Alex Hales and Jason Roy made a sub-standard total look positively inadequate within 5 overs, rattling along at ten an over and removing any sense of pressure from the equation.  Roy in particular was outstanding, demolishing a good attack while never slogging, while Hales, who has plenty of form for doing the same thing showed an excellent sense of game management in playing the supporting role to his partner.  By the time Hales was dismissed for 20 runs that were far more valuable than in the numbers, England were over half way to their target with the better part of 12 overs to get the remainder.

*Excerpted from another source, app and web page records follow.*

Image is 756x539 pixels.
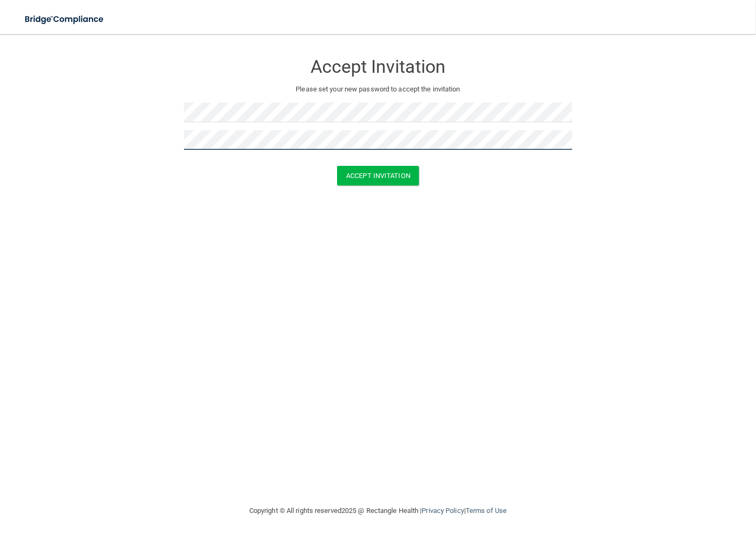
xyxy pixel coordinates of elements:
[16,9,113,30] img: bridge_compliance_login_screen.278c3ca4.svg
[192,83,564,95] p: Please set your new password to accept the invitation
[184,493,572,528] div: Copyright © All rights reserved 2025 @ Rectangle Health | |
[466,506,506,514] a: Terms of Use
[422,506,464,514] a: Privacy Policy
[337,166,419,185] button: Accept Invitation
[184,57,572,77] h3: Accept Invitation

It wouldn’t be England without a small wobble, and two wickets in two balls supplied that – Eoin Morgan’s penchant for first ball dismissals coming to the fore once again – but England had this under control and pretty much in the bag even then, despite Scott Styris’ entirely understandable pleas for a couple more wickets.  Any prospect of the game going to the wire was removed by Jos Buttler brutally finishing the game off with an unbeaten 32 off 17 balls, yet ironically it was the present of Root, quietly going about his business that lent the sense of certainty to the outcome some time before.

And so a nation rejoices, right?  Well not really.  As has been observed before, this whole competition has barely registered with the wider public.  In some ways that’s down to the perception (in the UK)  that T20 is the least important format of cricket, and when England won the thing back in 2010, it can’t be said that open top bus parades were the result.  Yet if the muted response to England’s first global tournament victory back then was the benchmark, this time it’s even more low key.  Sky’s coverage has been as thorough as it usually is – at least for the men (the protestations that the failure to cover the England women was out of their hands is nonsensical, Sky are a very high value partner for the ICC, one who can and do push their case with them) but the newspaper coverage has been a little scanty and relegated to the inside pages, and while the BBC have certainly promoted the event in their TV reminders (not adverts.  Oh no) it is without any sense that it has captured the zeitgeist.

The reality here is that cricket’s media footprint has declined to the point it’s a special interest sport, not a general interest one as it used to be. Here’s a little test for you:  when was the last time you heard someone say they hated cricket?  It’s so invisible they don’t have to any more, it doesn’t even exist as something to loathe.  That’s no reflection on this current team, who are playing T20 how it should be played – indeed how only a couple of England players in the past demanded it be – which means that they are doubly unfortunate to be doing all the right things at a time where people don’t really care any more.

This isn’t carping at the England team, and it’s certainly not berating the print media, who respond to what their readers wish to see.  But it is a dreadful missed opportunity that England can reach a world final, and rather than it be a catalyst for increased participation and interest, it merely serves to reinforce the sense of decline in importance for the wider public.  The vast majority of people will see this result only in a 60 second round up on the main evening news.  The showing of in game highlights has been a welcome development, so it isn’t that things aren’t being tried, with the proviso of refusing to recognise the bigger issue – the fear is that in England at least, it may be too late; not for the game, which will survive, but for cricket as a mainstream sport.

Reaching the final is a credit to this team, and they have every chance of winning the whole thing.  What a pity so few will notice. What a shame Jason Roy’s innings today won’t be the thing everyone is talking about work tomorrow.